Courts disagree with you.

Sony Computer Entertainment v. Connectix Corp.

https://scholar.google.com/scholar_case?case=716676913673727...

> The object code of a program may be copyrighted as expression, 17 U.S.C. § 102(a), but it also contains ideas and performs functions that are not entitled to copyright protection. See 17 U.S.C. § 102(b).

> Object code cannot, however, be read by humans.

> The unprotected ideas and functions of the code therefore are frequently undiscoverable in the absence of investigation and translation that may require copying the copyrighted material.

> We conclude that, under the facts of this case and our precedent, Connectix's intermediate copying and use of Sony's copyrighted BIOS was a fair use for the purpose of gaining access to the unprotected elements of Sony's software.

Not only are the methods of operation which underlie the code completely unprotected, the copying of and the application of tools to the code for the purpose of exercising your right to discover those unprotected elements is fair use.

2 comments

Posting the quote “Object code cannot, however, be read by humans” in a discussion about decompiling a game is definitely a strange option to take.
Where's the disagreement there? The court concluded that reverse engineering to gain access to the non-copyrightable elements the object code contained was legitimate. It didn't assert that decompiled code wasn't subject to copyright.
Decompiling code is a reverse engineering method that provides access to the non-copyrightable elements of the code.
Yes.

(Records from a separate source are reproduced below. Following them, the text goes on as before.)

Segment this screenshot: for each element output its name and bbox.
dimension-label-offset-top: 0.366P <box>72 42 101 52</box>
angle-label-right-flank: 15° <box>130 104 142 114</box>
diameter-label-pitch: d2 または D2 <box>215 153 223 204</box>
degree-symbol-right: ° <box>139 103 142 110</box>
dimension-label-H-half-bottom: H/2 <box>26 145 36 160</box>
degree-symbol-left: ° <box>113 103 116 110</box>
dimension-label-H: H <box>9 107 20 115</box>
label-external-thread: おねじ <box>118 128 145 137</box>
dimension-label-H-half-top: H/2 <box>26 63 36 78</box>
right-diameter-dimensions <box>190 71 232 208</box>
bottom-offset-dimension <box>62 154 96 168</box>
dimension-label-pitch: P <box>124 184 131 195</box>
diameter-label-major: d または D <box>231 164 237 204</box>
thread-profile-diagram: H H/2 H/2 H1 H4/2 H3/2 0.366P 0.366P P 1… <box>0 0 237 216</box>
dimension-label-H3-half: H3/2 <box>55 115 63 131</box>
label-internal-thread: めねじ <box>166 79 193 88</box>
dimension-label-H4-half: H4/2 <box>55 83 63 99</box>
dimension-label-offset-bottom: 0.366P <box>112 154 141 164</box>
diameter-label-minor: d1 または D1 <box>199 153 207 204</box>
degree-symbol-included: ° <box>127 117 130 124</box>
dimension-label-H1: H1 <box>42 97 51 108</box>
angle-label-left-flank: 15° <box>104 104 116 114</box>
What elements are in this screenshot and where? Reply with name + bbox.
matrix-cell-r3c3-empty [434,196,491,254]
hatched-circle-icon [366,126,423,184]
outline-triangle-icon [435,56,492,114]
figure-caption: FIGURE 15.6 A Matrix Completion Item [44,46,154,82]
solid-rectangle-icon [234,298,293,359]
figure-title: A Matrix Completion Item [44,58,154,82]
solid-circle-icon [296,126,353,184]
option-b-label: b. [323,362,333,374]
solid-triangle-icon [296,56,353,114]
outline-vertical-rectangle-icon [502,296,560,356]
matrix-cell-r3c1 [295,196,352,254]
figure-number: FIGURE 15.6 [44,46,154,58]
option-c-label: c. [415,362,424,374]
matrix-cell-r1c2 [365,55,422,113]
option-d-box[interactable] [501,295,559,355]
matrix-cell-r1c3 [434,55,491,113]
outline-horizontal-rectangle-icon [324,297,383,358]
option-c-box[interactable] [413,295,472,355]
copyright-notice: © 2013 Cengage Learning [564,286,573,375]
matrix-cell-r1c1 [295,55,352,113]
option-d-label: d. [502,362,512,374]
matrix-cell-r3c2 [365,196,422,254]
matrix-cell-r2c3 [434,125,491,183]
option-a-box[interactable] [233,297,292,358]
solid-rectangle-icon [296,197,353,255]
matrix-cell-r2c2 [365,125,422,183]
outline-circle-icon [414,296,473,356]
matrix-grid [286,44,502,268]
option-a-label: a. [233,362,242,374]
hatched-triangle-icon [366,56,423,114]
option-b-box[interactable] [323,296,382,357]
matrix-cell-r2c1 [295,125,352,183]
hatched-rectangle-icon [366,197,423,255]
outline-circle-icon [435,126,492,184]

It also provides access to the copyrightable elements of the code. In this respect the decompiled code is identical to the object code, which is also made up of a mixture of copyrightable and non-copyrightable elements. Combining copyrightable and non-copyrightable elements into one thing gives you a work that copyright can be asserted over. The argument in the case you cited is that the defendant extracted the non-copyrightable elements and built their own work based on those. That's not what's happening in the case under discussion here, which is derived from the copyrightable elements as well.